Dryopteridaceae (dry-OP-ter-id-AY-see-ee)
Iconic Features
- Scales on stalks
- Fronds 1- to 4-pinnate
- Sori along frond veins
- Indusia present
Description (Jepson)
- Ferns (Polypodiopsida)
- An early group of vascular plants that produce spores (reproductive cells)
- Produce no flowers or seeds
- Fossil records date back almost 400 million years, versus 130 million years for flowering plants
- An early group of vascular plants that produce spores (reproductive cells)
- Perennial herbs
- Grow from rhizomes (horizontal underground stems)
- Fronds (leaves)
- Compound (divided into leaflets), with 1-4 levels of division (1-4 pinnate)
- Young fronds uncurl from tight spirals called fiddleheads
- Stalks (petioles) have scales
- Sori
- Sori (singular: sorus) are clusters of spore-producing, sac-like structures called sporangia (singular: sporangium)
- Sporangia sacs split open to catapult mature, microscopic spores, which are wind dispersed
- Located on the underside of leaflets along the veins
- Each round sorus is protected by a tissue flap called an indusium (plural: indusia)
- Sori (singular: sorus) are clusters of spore-producing, sac-like structures called sporangia (singular: sporangium)
Notes
- More than 1,600 species worldwide
- Scientific name from the included genus Dryopteris, from the Greek drys, “oak,” and pteris, “fern,” referring to the plants’ habitat
- Represented by 2 species at Edgewood
- Edgewood has 7 fern species in 4 plant families
- Brake family (Pteridaceae)
- California maidenhair fern (Adiantum jordanii)

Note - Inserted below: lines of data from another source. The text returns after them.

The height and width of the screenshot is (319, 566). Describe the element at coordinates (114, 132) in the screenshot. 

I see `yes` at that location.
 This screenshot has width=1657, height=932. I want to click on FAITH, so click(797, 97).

- Coffee fern (Pellaea andromedifolia)
- Goldback fern (Pentagramma triangularis)
- Polypody family (Polypodiaceae)
- California polypody (Polypodium californicum)
- Wood fern family (Dryopteridaceae)
- Coastal wood fern (Dryopteris arguta)
- Western sword fern (Polystichum munitum)
- Horsetail family (Equisetaceae)
- Giant horsetail (Equisetum telmateia ssp. braunii)
- Brake family (Pteridaceae)
Specific References
American Fern Society. About Ferns.
Pai, A. 2018, Dec. 28. Fantastic ferns and where to find them. Bay Nature.
U.S. Forest Service. What are ferns? Forest Service. United States Department of Agriculture.
General References
Calflora Database. 2014. Berkeley, California.
Calscape. 2018. California Native Plant Society.
Charters, M.L. 2015. California Plant Names: Latin and Greek Meanings and Derivations.
Charters, M.L. 2017. Southern California Wildflowers: Guide to the Pronunciation of Specific, Generic and Family Names.
Corelli, T. 2004. Flowering Plants of Edgewood Natural Preserve (2nd. ed.). Monocot Press, Half Moon Bay, California.
Elpel, T.J. 2013. Botany in a Day: The Patterns Method of Plant Identification. HOPS Press, Pony, Montana.
Flora of North America. efloras.org.
Harris, J.G., and M.W. Harris. 2013. Plant Identification Terminology: An Illustrated Glossary. Spring Lake Publishing, Spring Lake, Utah.
Keator, G. 2009. California Plant Families. University of California Press, Berkeley and Los Angeles, California.
Native American Ethnobotany DB.
Regents of the University of California. Jepson eFlora. Jepson Herbarium. University of California, Berkeley.